X
Innovation

Unstable element 114 reproduced; dashes hopes of atomic stability

Scientists at Lawrence Berkley National Laboratory last week confirmed that they were able to produce element 114, but the super-heavy sample quickly decayed, dashing hopes that it would be stable.
Written by Andrew Nusca, Contributor

Scientists at Lawrence Berkley National Laboratory last week confirmed that they were able to produce element 114, but the super-heavy sample quickly decayed, dashing hopes that it would be stable.

Russian scientists first claimed to create atoms of the element informally referred to as "ununquadium" 10 years ago. Since then, scientists hoped that the element, number 114 on the periodic table, was an "island of stability" where it could exist in large quantities for a long period of time.

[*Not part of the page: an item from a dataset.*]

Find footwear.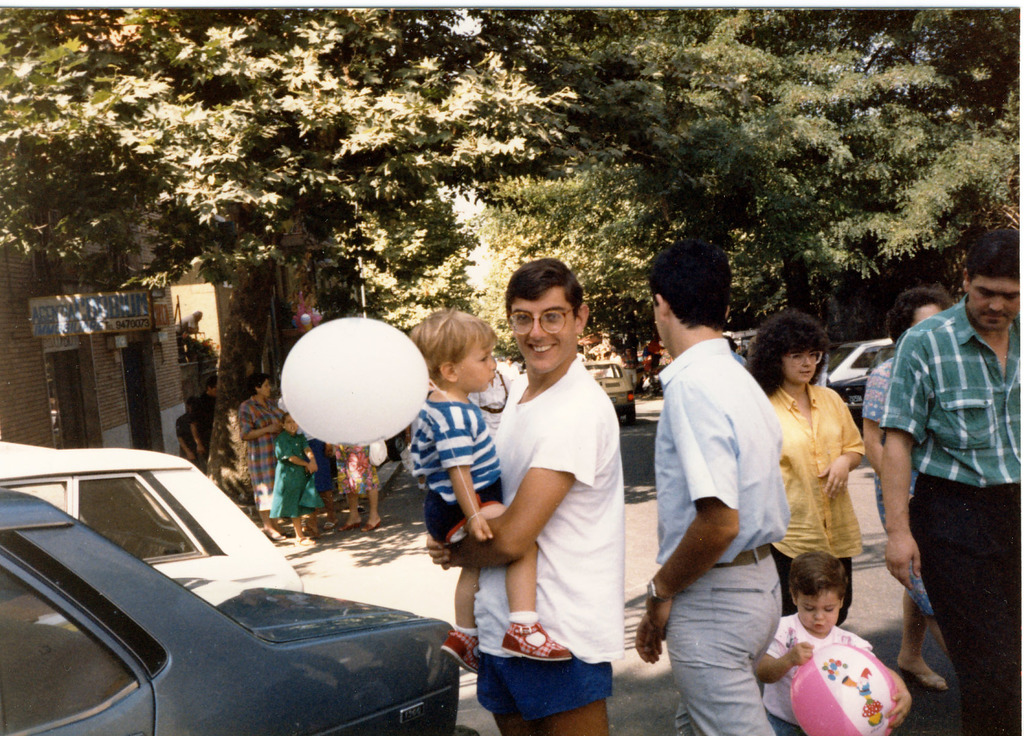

That turned out not to be true, sending scientists back to the drawing board.

Scientists make super-heavy elements one atom at at time by smashing together the nuclei of lighter elements, fusing them together to form the heavier nucleus of the larger element.

But most super-heavy elements are unstable, and only exist for fractions of a second before rapidly decaying back into lighter material.

Nuclear physicists believe that the instability plateaus at a particular number, with the number of protons and neutrons able to produce enough binding energy to counteract the forces that tear apart the heavy nuclei.

Called an "island of stability", the stable elements are usually surrounded by unstable elements that dissipate in nanoseconds.

There aren't any practical uses for super-heavy elements at the end of the periodic table, but it's a frontier still to be explored.

As for that island of stability: the hope now rests on elements 120 and 126.